“Why the hell is a bourgeois publication interested in interviewing a pro-Palestinian cartoonist?” asks the skinny 40-something in a black and white keffiyeh. If it wasn’t Carlos Latuff, the now legendary Brazilian political cartoonist, we might have been offended. But for a man who has made a career championing a political cause some 15,000 kilometres away from the home he shares with his working class parents in Rio de Janeiro, a cup of tea is probably a means of capitalist oppression. And having avoided the temptation to question why being pro-Palestinian and bourgeois were somehow mutually exclusive – he might want to visit Abdoun to appreciate how many Palestinians have successfully graduated from the refugee camp – we managed to convince him that as Arabs, some of us actually Palestinian, the NOX staff does care rather a lot about the 40-year occupation. Maybe even as much as he does.
Bad first impressions aside, we moved to a comfortable spot in Darat al-Funun, the scene of an exhibition and talk, and he proved more than willing to discuss his career-long commitment to the cause. “I am an ordinary guy,” he says. “There is nothing special about me. The special thing in this whole formula is the Palestinian people. They transform ordinary people to pro-Palestinian activists – this is why I am here, this is why I am now displaying my art in Amman. It’s the Palestinians. Me, I am just ordinary.”
A crowd of well-over 500 people who attended the event would no doubt dispute his claims of “ordinariness”. Latuff, a cartoonist from Brazil, came to focus almost exclusively on Palestine after his visit to Hebron in 1998 and a conversation with a local man. “Khalid Idriss did not know me, neither knew what I did for a living,” he explained in the talk. “To him I was someone from the outside and his story can be echoed through me. So he invited me to his home. He took out his wallet and started pulling out broken teeth,” Latuff recounted passionately. “I said, ‘Jesus Christ, what is this?’ And he said, ‘It’s all the teeth I lost to the butts of the M16s of both Israeli settlers and soldiers.’ He then brought his teenage daughter and lifted her shirt off her back to show me all the scars and wounds. So I promised him to get his story out. Today, I am still keeping my word.”
NOX: You were one of the top finishers in Iran’s 2006 International Holocaust Cartoon Competition. Aren’t you afraid of being accused of being anti-Semitic?
Carlos Latuff: Of course, I was bashed as a racist and anti-Semite. But have you seen the cartoon that won? It does not deny the holocaust, but actually reaffirms it. Today, we are witnessing a whole new holocaust against the Palestinians, and yet you can’t even say that in the media. I don’t care if people call me anti-Semitic, and I don’t care about what people think of me; I care about the Palestinians. It’s really amazing that when the Western media heard about the International Holocaust Cartoon Competition, they all cried “Rage!”. Just a few weeks earlier, they were defending “freedom of speech” over the Mohammad cartoon incident. Their double standards were exposed, and I saw a good a chance to make a point about the Palestinian cause.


What this task involves:
The data that follows must be transcribed in full and exactly, minus the pictures.

Record excerpts:
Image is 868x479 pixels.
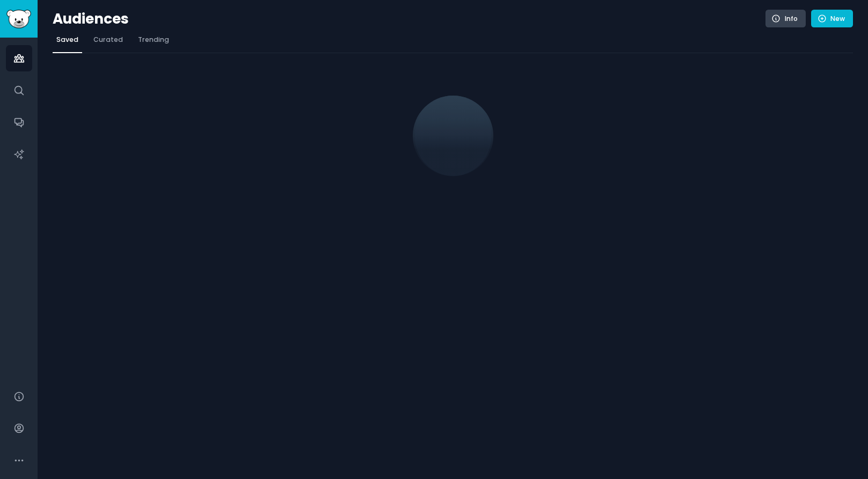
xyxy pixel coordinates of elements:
[53,31,82,53] a: Saved
[811,10,853,28] a: New
[765,10,806,28] a: Info
[56,35,79,45] span: Saved
[53,10,765,27] h2: Audiences
[138,35,169,45] span: Trending
[93,35,123,45] span: Curated
[90,31,127,53] a: Curated
[134,31,173,53] a: Trending
[6,10,31,28] img: GummySearch logo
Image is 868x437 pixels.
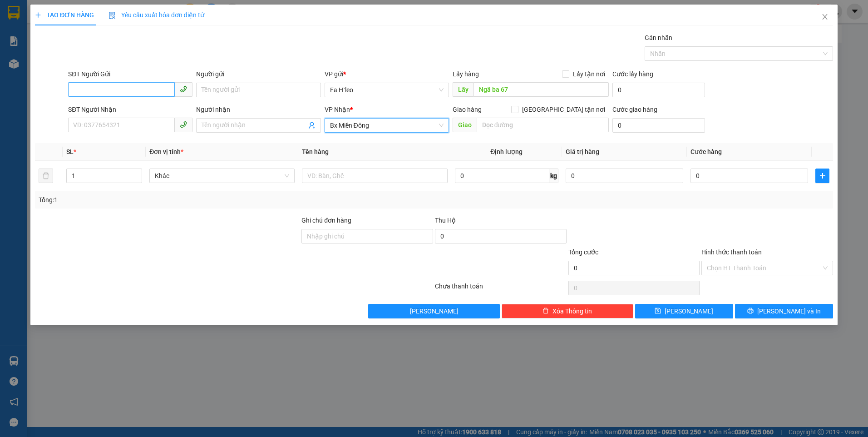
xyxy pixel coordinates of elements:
[196,69,321,79] div: Người gửi
[569,249,599,255] span: Tổng cước
[502,304,633,319] button: deleteXóa Thông tin
[569,69,609,79] span: Lấy tận nơi
[302,229,433,243] input: Ghi chú đơn hàng
[35,12,42,18] span: plus
[613,118,705,132] input: Cước giao hàng
[369,304,500,319] button: [PERSON_NAME]
[816,168,830,183] button: plus
[702,249,762,255] label: Hình thức thanh toán
[180,121,187,128] span: phone
[665,306,713,316] span: [PERSON_NAME]
[68,69,192,79] div: SĐT Người Gửi
[196,105,321,115] div: Người nhận
[155,168,289,182] span: Khác
[35,12,94,18] span: TẠO ĐƠN HÀNG
[553,306,592,316] span: Xóa Thông tin
[690,148,722,155] span: Cước hàng
[473,82,609,97] input: Dọc đường
[490,148,522,155] span: Định lượng
[519,105,609,115] span: [GEOGRAPHIC_DATA] tận nơi
[435,216,456,224] span: Thu Hộ
[108,12,205,18] span: Yêu cầu xuất hóa đơn điện tử
[613,105,657,113] label: Cước giao hàng
[330,83,443,97] span: Ea H`leo
[613,70,653,78] label: Cước lấy hàng
[309,122,315,129] span: user-add
[645,34,673,42] label: Gán nhãn
[149,148,183,155] span: Đơn vị tính
[821,13,829,21] span: close
[330,118,443,132] span: Bx Miền Đông
[813,5,838,30] button: Close
[302,216,352,224] label: Ghi chú đơn hàng
[452,82,473,97] span: Lấy
[38,195,335,205] div: Tổng: 1
[566,148,599,155] span: Giá trị hàng
[613,82,705,97] input: Cước lấy hàng
[542,307,549,315] span: delete
[66,148,74,155] span: SL
[816,172,829,179] span: plus
[477,118,609,132] input: Dọc đường
[434,281,568,297] div: Chưa thanh toán
[549,168,559,183] span: kg
[302,168,447,183] input: VD: Bàn, Ghế
[452,70,479,78] span: Lấy hàng
[410,306,459,316] span: [PERSON_NAME]
[325,69,449,79] div: VP gửi
[452,105,482,113] span: Giao hàng
[108,12,115,19] img: icon
[38,168,53,183] button: delete
[68,105,192,115] div: SĐT Người Nhận
[325,105,350,113] span: VP Nhận
[655,307,661,315] span: save
[302,148,329,155] span: Tên hàng
[566,168,683,183] input: 0
[452,118,477,132] span: Giao
[635,304,733,319] button: save[PERSON_NAME]
[747,307,753,315] span: printer
[757,306,821,316] span: [PERSON_NAME] và In
[735,304,833,319] button: printer[PERSON_NAME] và In
[180,85,187,92] span: phone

Task response:
Image is 868x479 pixels.
xyxy pixel coordinates of elements:
[53,31,82,53] a: Saved
[811,10,853,28] a: New
[765,10,806,28] a: Info
[56,35,79,45] span: Saved
[53,10,765,27] h2: Audiences
[138,35,169,45] span: Trending
[93,35,123,45] span: Curated
[90,31,127,53] a: Curated
[134,31,173,53] a: Trending
[6,10,31,28] img: GummySearch logo
Image is 868x437 pixels.
xyxy pixel coordinates of elements:
[196,69,321,79] div: Người gửi
[569,249,599,255] span: Tổng cước
[502,304,633,319] button: deleteXóa Thông tin
[569,69,609,79] span: Lấy tận nơi
[302,229,433,243] input: Ghi chú đơn hàng
[35,12,42,18] span: plus
[613,118,705,132] input: Cước giao hàng
[369,304,500,319] button: [PERSON_NAME]
[816,168,830,183] button: plus
[702,249,762,255] label: Hình thức thanh toán
[180,121,187,128] span: phone
[665,306,713,316] span: [PERSON_NAME]
[68,69,192,79] div: SĐT Người Gửi
[196,105,321,115] div: Người nhận
[155,168,289,182] span: Khác
[35,12,94,18] span: TẠO ĐƠN HÀNG
[553,306,592,316] span: Xóa Thông tin
[690,148,722,155] span: Cước hàng
[473,82,609,97] input: Dọc đường
[490,148,522,155] span: Định lượng
[519,105,609,115] span: [GEOGRAPHIC_DATA] tận nơi
[435,216,456,224] span: Thu Hộ
[108,12,205,18] span: Yêu cầu xuất hóa đơn điện tử
[613,105,657,113] label: Cước giao hàng
[330,83,443,97] span: Ea H`leo
[613,70,653,78] label: Cước lấy hàng
[309,122,315,129] span: user-add
[645,34,673,42] label: Gán nhãn
[149,148,183,155] span: Đơn vị tính
[821,13,829,21] span: close
[330,118,443,132] span: Bx Miền Đông
[813,5,838,30] button: Close
[302,216,352,224] label: Ghi chú đơn hàng
[452,82,473,97] span: Lấy
[38,195,335,205] div: Tổng: 1
[566,148,599,155] span: Giá trị hàng
[613,82,705,97] input: Cước lấy hàng
[542,307,549,315] span: delete
[66,148,74,155] span: SL
[816,172,829,179] span: plus
[477,118,609,132] input: Dọc đường
[434,281,568,297] div: Chưa thanh toán
[549,168,559,183] span: kg
[302,168,447,183] input: VD: Bàn, Ghế
[452,70,479,78] span: Lấy hàng
[410,306,459,316] span: [PERSON_NAME]
[325,69,449,79] div: VP gửi
[452,105,482,113] span: Giao hàng
[108,12,115,19] img: icon
[38,168,53,183] button: delete
[68,105,192,115] div: SĐT Người Nhận
[325,105,350,113] span: VP Nhận
[655,307,661,315] span: save
[302,148,329,155] span: Tên hàng
[566,168,683,183] input: 0
[452,118,477,132] span: Giao
[635,304,733,319] button: save[PERSON_NAME]
[747,307,753,315] span: printer
[757,306,821,316] span: [PERSON_NAME] và In
[735,304,833,319] button: printer[PERSON_NAME] và In
[180,85,187,92] span: phone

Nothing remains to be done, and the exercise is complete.